87. What are the requirements for audit information?

<--- Score

88. What are the dynamics of the communication plan?

<--- Score

89. How do you gather the stories?

<--- Score

90. What are the Internet of Services use cases?

<--- Score

91. How is the team tracking and documenting its work?

<--- Score

92. Are approval levels defined for contracts and supplements to contracts?

<--- Score

93. How and when will the baselines be defined?

<--- Score

94. Has everyone on the team, including the team leaders, been properly trained?

<--- Score

95. Is there a completed, verified, and validated high-level ‘as is’ (not ‘should be’ or ‘could be’) stakeholder process map?

<--- Score

96. Is scope creep really all bad news?

<--- Score

97. Will a Internet of Services production readiness review be required?

<--- Score

98. Why are you doing Internet of Services and what is the scope?

<--- Score

99. What constraints exist that might impact the team?

<--- Score

100. Who are the Internet of Services improvement team members, including Management Leads and Coaches?

<--- Score

101. What are (control) requirements for Internet of Services Information?

<--- Score

102. Is there a critical path to deliver Internet of Services results?

<--- Score

103. Is the work to date meeting requirements?

<--- Score

104. What are the Internet of Services tasks and definitions?

<--- Score

105. Do the problem and goal statements meet the SMART criteria (specific, measurable, attainable, relevant, and time-bound)?

<--- Score

106. What are the compelling stakeholder reasons for embarking on Internet of Services?

<--- Score

107. How often are the team meetings?

<--- Score

108. Are resources adequate for the scope?

<--- Score

109. How do you gather Internet of Services requirements?

<--- Score

110. How have you defined all Internet of Services requirements first?

<--- Score

111. Will team members regularly document their Internet of Services work?

<--- Score

112. In what way can you redefine the criteria of choice clients have in your category in your favor?

<--- Score

113. What knowledge or experience is required?

<--- Score

114. How would you define Internet of Services leadership?

<--- Score

115. Is there any additional Internet of Services definition of success?

<--- Score

116. Does the scope remain the same?

<--- Score

117. What defines best in class?

<--- Score

118. What are the boundaries of the scope? What is in bounds and what is not? What is the start point? What is the stop point?

<--- Score

119. Is Internet of Services currently on schedule according to the plan?

<--- Score

120. What is in scope?

<--- Score

121. What critical content must be communicated – who, what, when, where, and how?

<--- Score

122. How will variation in the actual durations of each activity be dealt with to ensure that the expected Internet of Services results are met?

<--- Score

123. Has a high-level ‘as is’ process map been completed, verified and validated?

<--- Score

124. Are there any constraints known that bear on the ability to perform Internet of Services work?
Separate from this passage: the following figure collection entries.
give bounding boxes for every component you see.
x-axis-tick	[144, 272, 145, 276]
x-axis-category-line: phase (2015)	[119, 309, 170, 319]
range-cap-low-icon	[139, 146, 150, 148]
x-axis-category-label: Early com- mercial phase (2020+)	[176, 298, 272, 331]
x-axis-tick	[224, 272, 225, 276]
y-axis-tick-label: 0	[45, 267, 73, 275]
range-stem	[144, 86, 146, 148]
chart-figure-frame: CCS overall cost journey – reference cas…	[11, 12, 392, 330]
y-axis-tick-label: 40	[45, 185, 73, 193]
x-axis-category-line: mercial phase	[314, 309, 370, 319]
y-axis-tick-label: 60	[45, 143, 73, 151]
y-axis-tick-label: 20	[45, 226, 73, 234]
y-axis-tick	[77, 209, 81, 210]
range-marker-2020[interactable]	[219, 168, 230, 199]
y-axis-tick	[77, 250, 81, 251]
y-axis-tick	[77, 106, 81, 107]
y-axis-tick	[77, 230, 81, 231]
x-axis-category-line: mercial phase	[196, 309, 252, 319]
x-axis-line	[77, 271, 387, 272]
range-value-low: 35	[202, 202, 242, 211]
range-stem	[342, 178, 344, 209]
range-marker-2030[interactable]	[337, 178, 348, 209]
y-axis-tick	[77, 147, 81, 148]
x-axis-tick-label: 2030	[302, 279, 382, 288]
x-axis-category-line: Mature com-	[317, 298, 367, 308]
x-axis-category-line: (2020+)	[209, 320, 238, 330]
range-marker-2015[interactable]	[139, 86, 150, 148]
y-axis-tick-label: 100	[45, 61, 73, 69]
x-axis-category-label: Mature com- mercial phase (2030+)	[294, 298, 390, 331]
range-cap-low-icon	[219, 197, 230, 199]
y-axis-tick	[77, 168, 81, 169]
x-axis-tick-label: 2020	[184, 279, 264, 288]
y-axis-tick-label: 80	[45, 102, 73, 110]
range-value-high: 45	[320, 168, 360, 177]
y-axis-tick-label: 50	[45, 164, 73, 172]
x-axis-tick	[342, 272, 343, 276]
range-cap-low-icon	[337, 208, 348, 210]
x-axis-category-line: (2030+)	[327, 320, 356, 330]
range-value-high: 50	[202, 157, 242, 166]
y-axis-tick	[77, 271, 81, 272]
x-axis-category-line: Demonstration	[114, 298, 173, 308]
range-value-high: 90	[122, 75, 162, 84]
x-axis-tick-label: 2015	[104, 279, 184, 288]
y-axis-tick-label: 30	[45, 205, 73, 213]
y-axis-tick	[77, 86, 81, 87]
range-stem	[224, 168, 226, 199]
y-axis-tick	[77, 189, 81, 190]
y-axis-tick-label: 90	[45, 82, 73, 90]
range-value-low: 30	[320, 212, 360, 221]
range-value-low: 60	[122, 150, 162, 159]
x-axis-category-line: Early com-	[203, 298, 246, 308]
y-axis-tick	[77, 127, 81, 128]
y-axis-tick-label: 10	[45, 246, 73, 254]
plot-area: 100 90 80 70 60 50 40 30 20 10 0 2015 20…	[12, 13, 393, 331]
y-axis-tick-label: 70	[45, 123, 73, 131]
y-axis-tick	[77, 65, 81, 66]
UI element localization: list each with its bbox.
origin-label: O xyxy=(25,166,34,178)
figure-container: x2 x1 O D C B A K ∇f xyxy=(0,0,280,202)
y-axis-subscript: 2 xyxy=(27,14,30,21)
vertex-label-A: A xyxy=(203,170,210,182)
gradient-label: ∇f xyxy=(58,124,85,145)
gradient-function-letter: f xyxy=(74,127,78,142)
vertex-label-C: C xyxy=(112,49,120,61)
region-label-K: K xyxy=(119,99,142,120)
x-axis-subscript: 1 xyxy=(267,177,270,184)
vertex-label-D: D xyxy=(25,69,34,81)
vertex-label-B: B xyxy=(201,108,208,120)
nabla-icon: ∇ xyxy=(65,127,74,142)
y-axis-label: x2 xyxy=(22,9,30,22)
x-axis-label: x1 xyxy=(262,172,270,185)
How is the team addressing them?

<--- Score

125. Who is gathering information?

<--- Score

126. Has a project plan, Gantt chart, or similar been developed/completed?

<--- Score

127. The political context: who holds power?

<--- Score

128. When are meeting minutes sent out? Who is on the distribution list?

<--- Score

129. Who defines (or who defined) the rules and roles?

<--- Score

130. Are the Internet of Services requirements complete?

<--- Score

131. Has the improvement team collected the ‘voice of the customer’ (obtained feedback – qualitative and quantitative)?

<--- Score

132. What is the context?

<--- Score

133. Is data collected and displayed to better understand customer(s) critical needs and requirements.

<--- Score

134. Is there a completed SIPOC representation, describing the Suppliers, Inputs, Process, Outputs, and Customers?

<--- Score

135. Is the Internet of Services scope manageable?

<--- Score

136. Who approved the Internet of Services scope?

<--- Score

137. Who is gathering Internet of Services information?

<--- Score

Add up total points for this section: _____ = Total points for this section

Divided by: ______ (number of statements answered) = ______ Average score for this section

Transfer your score to the Internet of Services Index at the beginning of the Self-Assessment.